A physician's guide to perimenopause and menopause symptoms and the hormone and non-hormone treatment options available in Irvine.
By Dr. Sabeen Munib, MD, Physician at The Pur Health, Irvine & Orange County
Many women spend years being told their symptoms are just stress or aging when the real driver is a hormonal transition that no one explained to them. Perimenopause and menopause are treatable, and the first step is understanding what is actually happening.
Perimenopause is the transition leading up to menopause, when hormone levels start to fluctuate. It can begin in your early 40s, and sometimes late 30s, and last several years. Menopause itself is the point when you have gone twelve consecutive months without a period. Most of the symptoms women notice actually happen during perimenopause, when hormones are swinging rather than simply low.
Standard visits are short, and perimenopause symptoms overlap with stress, thyroid problems, and depression. Without the right labs and enough time, it is easy to treat each symptom separately and miss the pattern underneath. We look at the full hormonal picture instead, including thyroid and metabolic markers, so the plan addresses the cause rather than chasing symptoms.
Options range from hormone therapy using estrogen, progesterone, and in selected cases testosterone, to non-hormonal medications, to targeted lifestyle and nutrition changes. Hormone therapy is not right for everyone, and the decision depends on your age, how far you are from your last period, and your personal and family history. For many women who start it at an appropriate time, the benefits for symptoms and quality of life outweigh the risks, but that is a conversation to have with a physician who knows your history.
We start with labs and history, not assumptions, and we evaluate estrogen, progesterone, testosterone, thyroid, cortisol, and insulin resistance together. If testosterone is part of your picture, our guide on testosterone in women covers that piece in more detail.
Most women enter perimenopause in their mid 40s, but it can begin in the late 30s. If you are noticing new symptoms in that age range, it is worth testing rather than assuming you are too young.
For many women, when started near the onset of menopause and tailored to their history, modern hormone therapy is considered safe and effective. It is not appropriate for everyone, which is why it requires a proper evaluation rather than a one-size prescription.
Yes. The hormonal shift of this stage tends to move weight toward the abdomen and makes it harder to lose. We cover the why and the what-helps in our guide to menopause weight gain.
If this sounds like what you are going through, schedule a consultation and we will start by actually measuring what is happening.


## ASSIGNED TASK
Everything in the entries below except the pictures must be returned exactly.

▬▬▬▬▬▬

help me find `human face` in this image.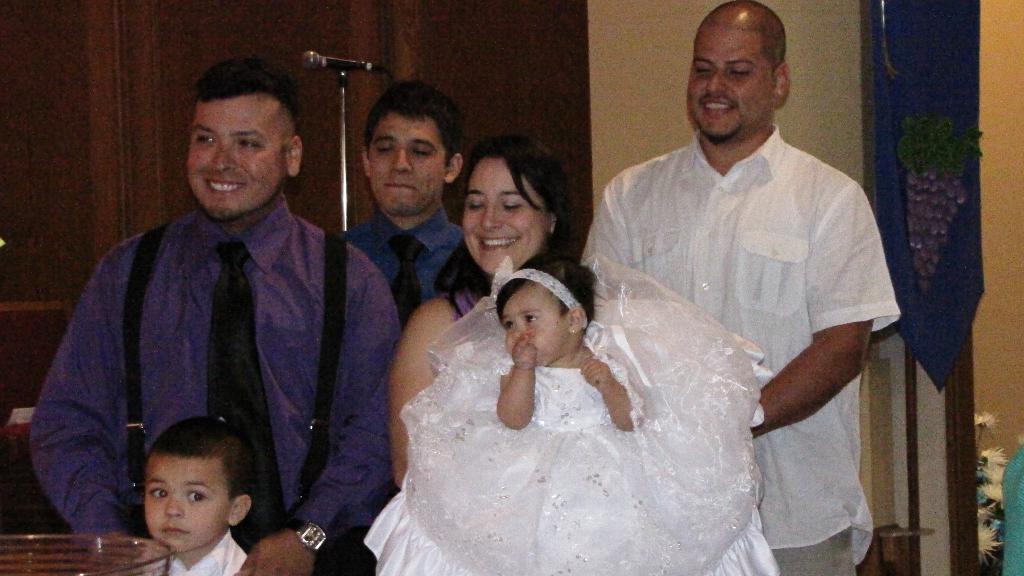
Found it: [504, 285, 568, 362].
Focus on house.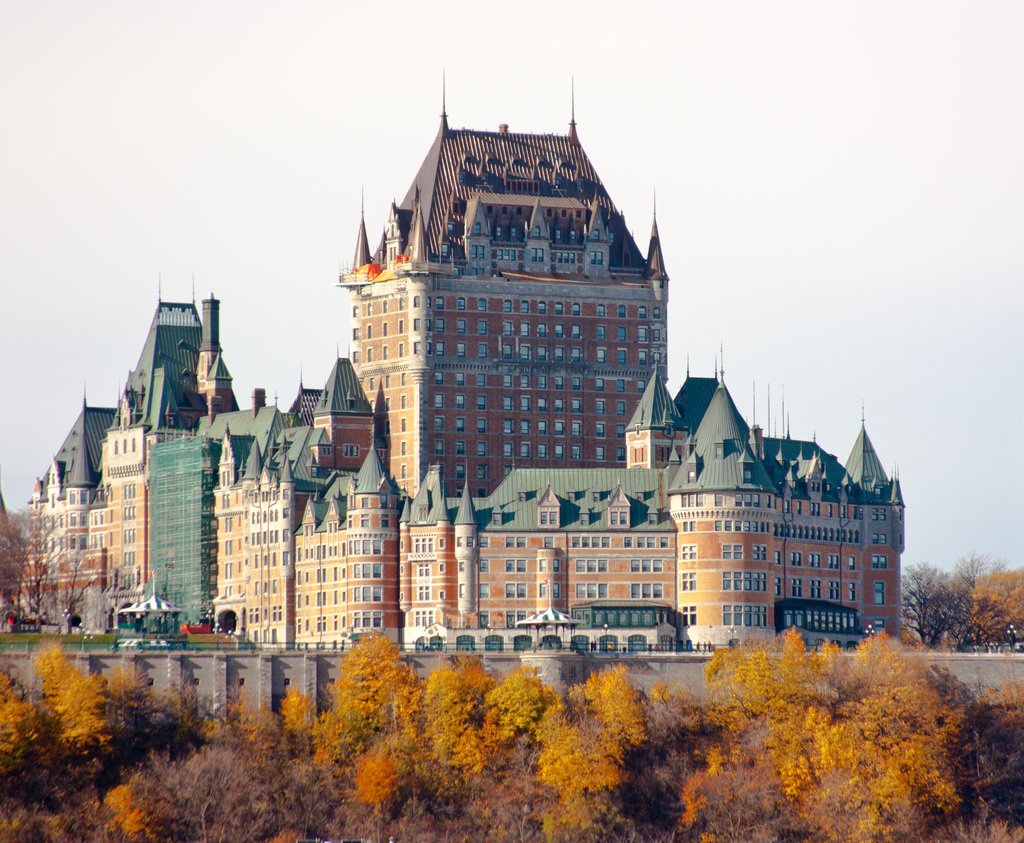
Focused at x1=207, y1=389, x2=918, y2=691.
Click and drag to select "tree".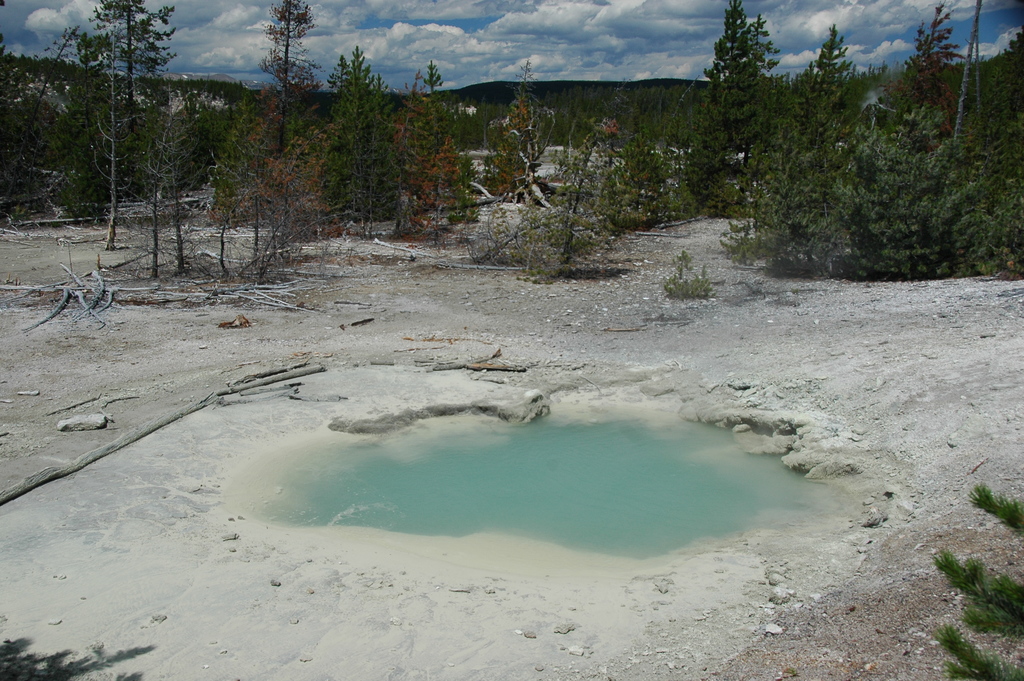
Selection: (left=935, top=485, right=1023, bottom=680).
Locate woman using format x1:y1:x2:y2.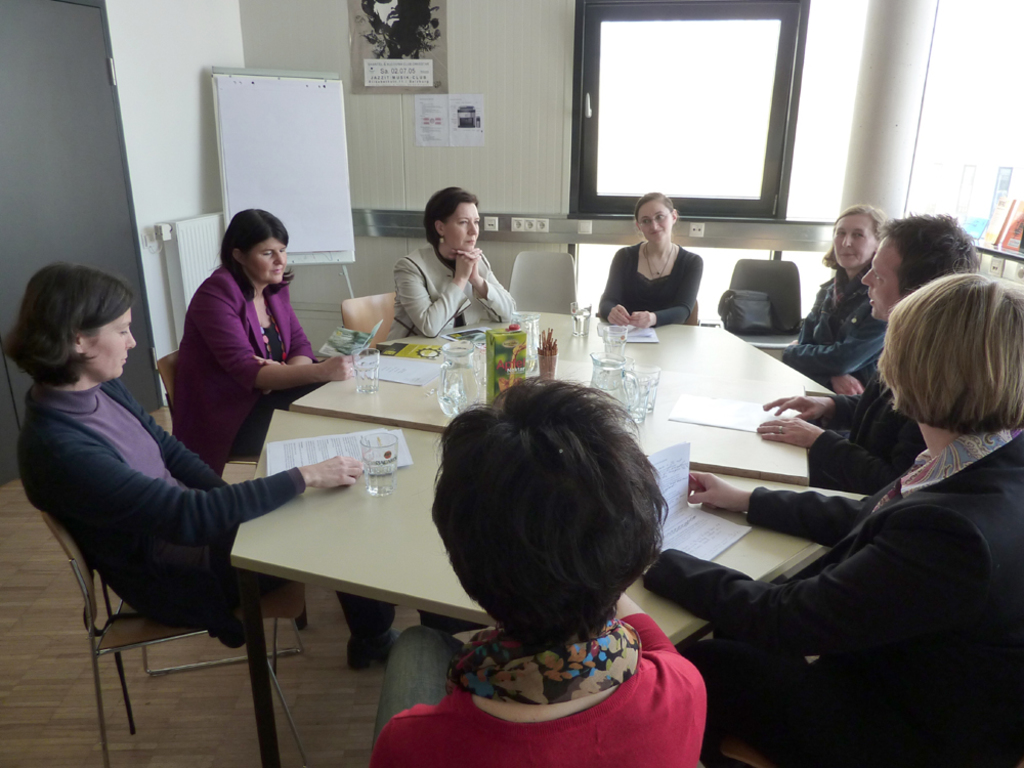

▬▬▬▬▬▬

## SOLUTION
help me find `human face` in this image.
Found it: [504, 285, 568, 362].
Focus on house.
Focused at x1=207, y1=389, x2=918, y2=691.
Click and drag to select "tree".
Selection: (left=935, top=485, right=1023, bottom=680).
Locate woman using format x1:y1:x2:y2.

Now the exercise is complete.